Fight disinformation: Sign up for the free Mother Jones Daily newsletter and follow the news that matters.

The “Gang of Six” plan unveiled yesterday offers $1 trillion in new revenue as part of its deficit-reduction package. However, CBPP’s Robert Greenstein explains that this is not the same thing as the $1 trillion in new revenue from the previous grand bargain that House Speaker John Boehner walked away from. The grand bargain plan assumed that the Bush tax cuts for the rich would be made permanent (thus reducing revenue by $700 billion) and then added $1 trillion on top of that, for a net total of $300 billion in new revenue. The Gang of Six plan assumes the Bush tax cuts for the rich are allowed to expire and then adds $1 trillion more, for a net total that’s genuinely $1 trillion.

In other words, regardless of any legerdemain with CBO scoring, the Gang of Six plan raises taxes way more than the plan Boehner rejected because his conference was dead set against it. And that’s in addition to the fact that it’s obviously far too complex to be put into legislative language, scored, and moved through Congress in less than two weeks. So explain to me again why everyone was so excited about this?

I suppose one advantage of the G6 plan is that it makes only a few cuts immediately and basically punts everything else into the future, including the tax hikes. And since conservatives, in addition to being anti-tax, are also convinced that spending cuts promised for the future are just a sham, maybe they figure that tax hikes promised for the future are also a sham. So the G6 plan allows them to vote for kicking the can down the road without any intention of ever voting for the future tax hikes.

Or something. Frankly, I’m not really sure what’s going on anymore and I’m not sure anyone else is either. For now, I’m going to stick with my guess that we’ll blow by the August 2nd deadline, markets will go nuts, and we’ll end up with some kind of debt ceiling increase by August 7th. We’ll see.

OUR DEADLINE MATH PROBLEM

It’s risky, but also unavoidable: A full one-third of the dollars that we need to pay for the journalism you rely on has to get raised in December. A good December means our newsroom is fully staffed, well-resourced, and on the beat. A bad one portends budget trouble and hard choices.
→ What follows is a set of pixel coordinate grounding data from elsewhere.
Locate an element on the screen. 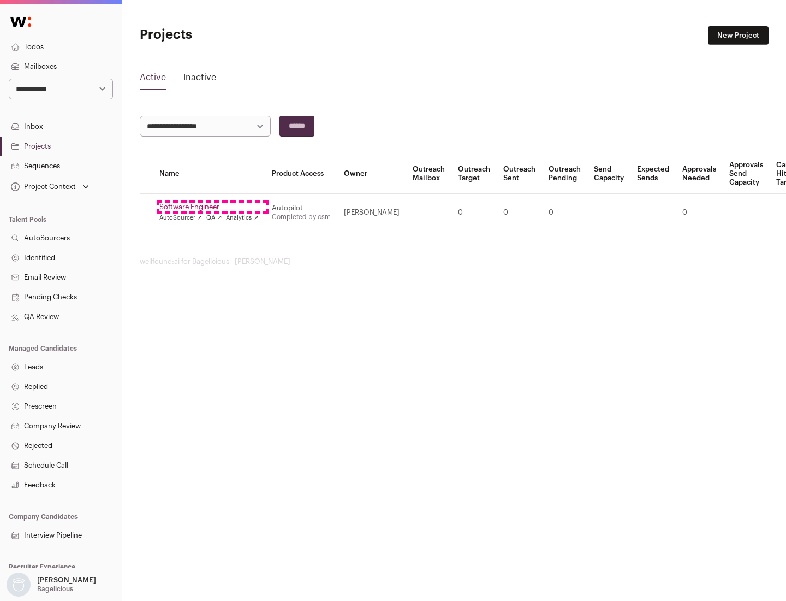 The height and width of the screenshot is (601, 786). img: nopic.png is located at coordinates (19, 584).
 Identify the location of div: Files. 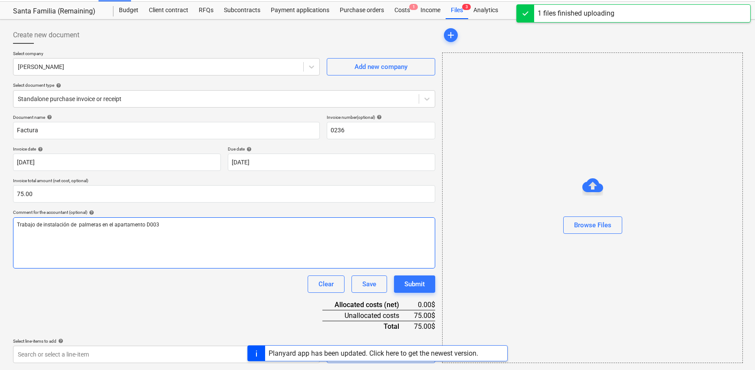
(457, 10).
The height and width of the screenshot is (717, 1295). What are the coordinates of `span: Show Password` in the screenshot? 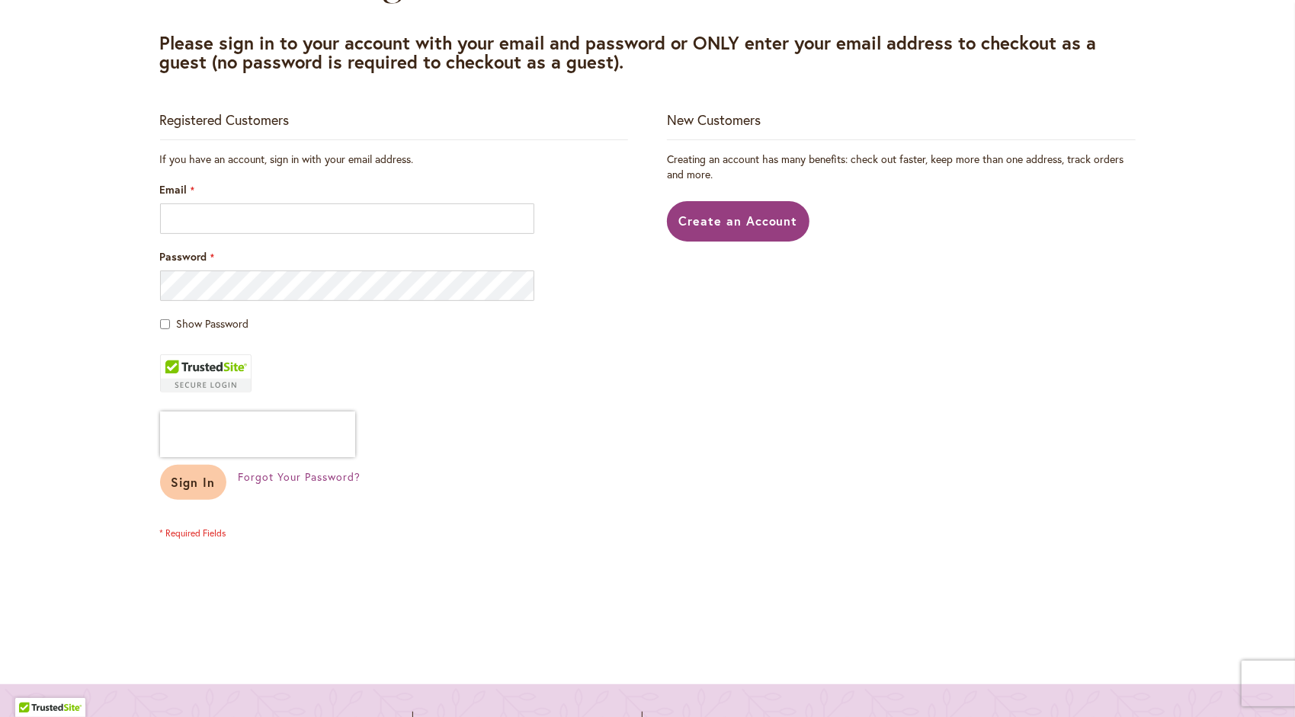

The December 31 deadline is drawing nearer, and if we’re going to have any chance of making our goal, we need those of you who’ve never pitched in before to join the ranks of MoJo donors.

We simply can’t afford to come up short. There is no cushion in our razor-thin budget—no backup, no alternative sources of revenue to balance our books. Corporations and powerful people with deep pockets will never sustain the fierce journalism we do. That’s why we need you to show up for us right now.

payment methods

OUR DEADLINE MATH PROBLEM

It’s risky, but also unavoidable: A full one-third of the dollars that we need to pay for the journalism you rely on has to get raised in December. A good December means our newsroom is fully staffed, well-resourced, and on the beat. A bad one portends budget trouble and hard choices.

The December 31 deadline is drawing nearer, and if we’re going to have any chance of making our goal, we need those of you who’ve never pitched in before to join the ranks of MoJo donors.

We simply can’t afford to come up short. There is no cushion in our razor-thin budget—no backup, no alternative sources of revenue to balance our books. Corporations and powerful people with deep pockets will never sustain the fierce journalism we do. That’s why we need you to show up for us right now.

payment methods

We Recommend

Latest

Sign up for our free newsletter

Subscribe to the Mother Jones Daily to have our top stories delivered directly to your inbox.

Get our award-winning magazine

Save big on a full year of investigations, ideas, and insights.

Subscribe

Support our journalism

Help Mother Jones' reporters dig deep with a tax-deductible donation.